The Prime Minister was enthused by the conference vote. He said it showed the party was modern. His Government might even sponsor the bill, ensuring it gets on Parliament's agenda, though MPs would have an independent "conscience" vote on any application to same sex couples.
Key must be encouraged by the public response so far. In the little discussion I've heard a consensus seems to agree with Kaye that the suitability of adoptive parents has nothing to do with their sexuality. As long as a child has a safe and loving home, nothing else matters.
But I can't help wondering what happens when the child goes to school. Other children might not be as modern as the northern region of the National Party.
When the child goes to school I dare say a new entrants' teacher will get the class seated on the mat and talk to them happily about all the different kinds of parents people can have, and mention, by the way, that Billy has two fathers.
I don't think this would help Billy one bit, especially when the kids later innocently ask him whether he has two mothers too, or just one mother, or what? And things will only get harder when the class enters puberty and the kids are becoming much more intrigued by Billy's household than they used to be.

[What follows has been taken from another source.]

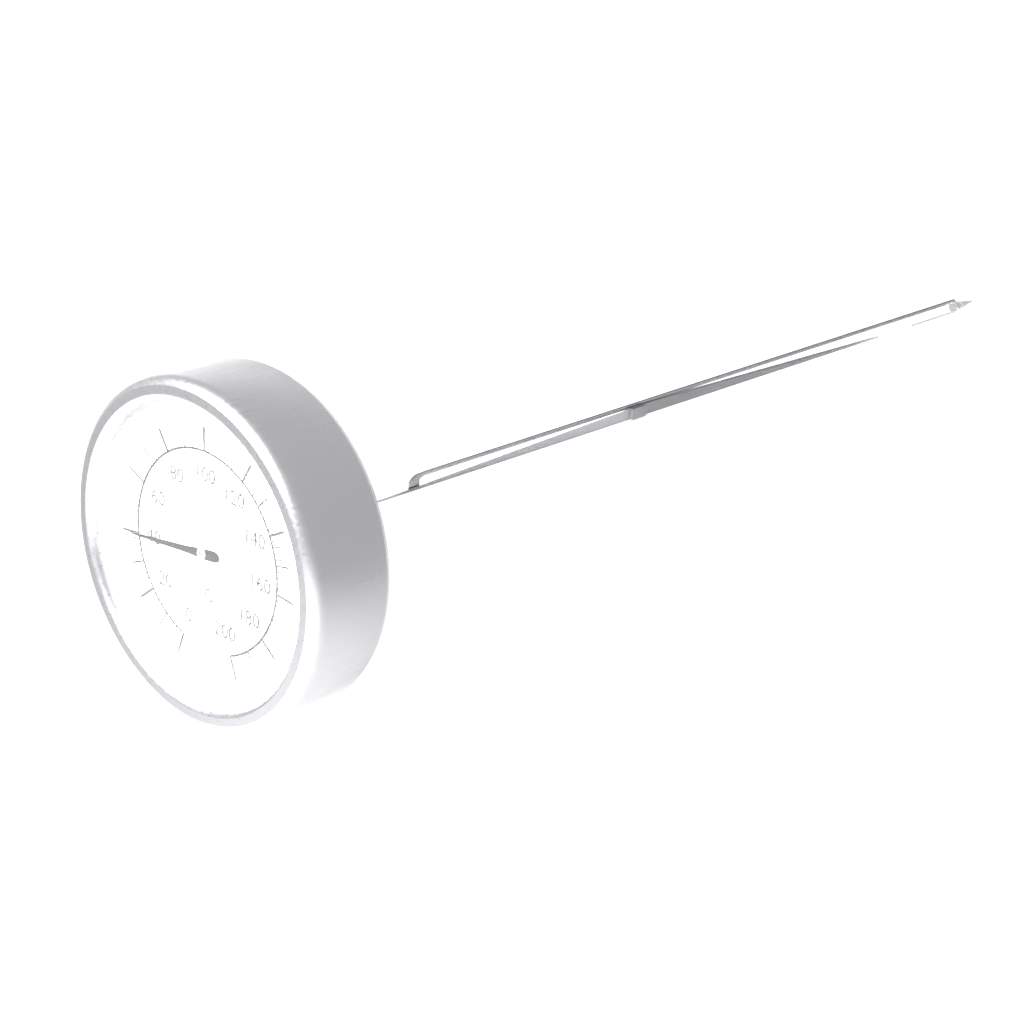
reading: 40 °C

True, worse things can happen to a child and much worse does happen at the hands of incompetent heterosexual parents, as we often read. But none of that hardship is the intended consequence of a deliberate act of Parliament.
Those who say the state should sanction adoption by male couples will argue that children are resilient and that so many these days grow up in reconstituted families or in other complicated arrangements that those adopted by two men will not be unduly troubled. I'd like to be sure.
It worries me that questions such as this will not be asked in Parliament or anywhere else because it is not fashionable to imply that homosexuality carries any stigma any more. But the hard fact is, it does.
It is still the one human condition that can be defamatory. If a newspaper ascribes to you the wrong race, religion, age or gender you are unlikely to sue, or win much in damages if you did. But it dares not describe you as gay unless you have declared yourself to be.
If a gay adoption bill appears and proceeds to a conscience vote in Parliament, legislators should carefully assess the prevailing social climate as it is, not as they think it should be.
Their experience of civil unions might tempt them to believe that this sort of legislation can be passed for the sake of a principle without much practical consequence. There have been remarkably few civil union ceremonies in the years since Parliament extended marriage in that form to same-sex couples.
Adoption generally has become rare since the advent of the pill, easy abortion and benefits for sole parents. Gays applying to adoption agencies these days would join a sad waiting room of young heterosexual couples who have also been penalised by nature.
If the Kaye-Hague bill is going to ask agencies to disregard the sexual orientation of applicants when they assess their suitability, I think it would be asking too much. Since it mainly aims to update the law on surrogacy and other reproductive variants it might concentrate on adoptions that same-sex couples arrange for themselves.
A liberal society cannot prevent private adoptions but when it is asked to sanction them with law it has to be careful.
Adoption does not exist for adults' status or acceptance.
It is not a banner for equal rights or a test of whether someone is modern, liberal or young. It is a decision that shapes a life.
It should not use children as shock troops for social change.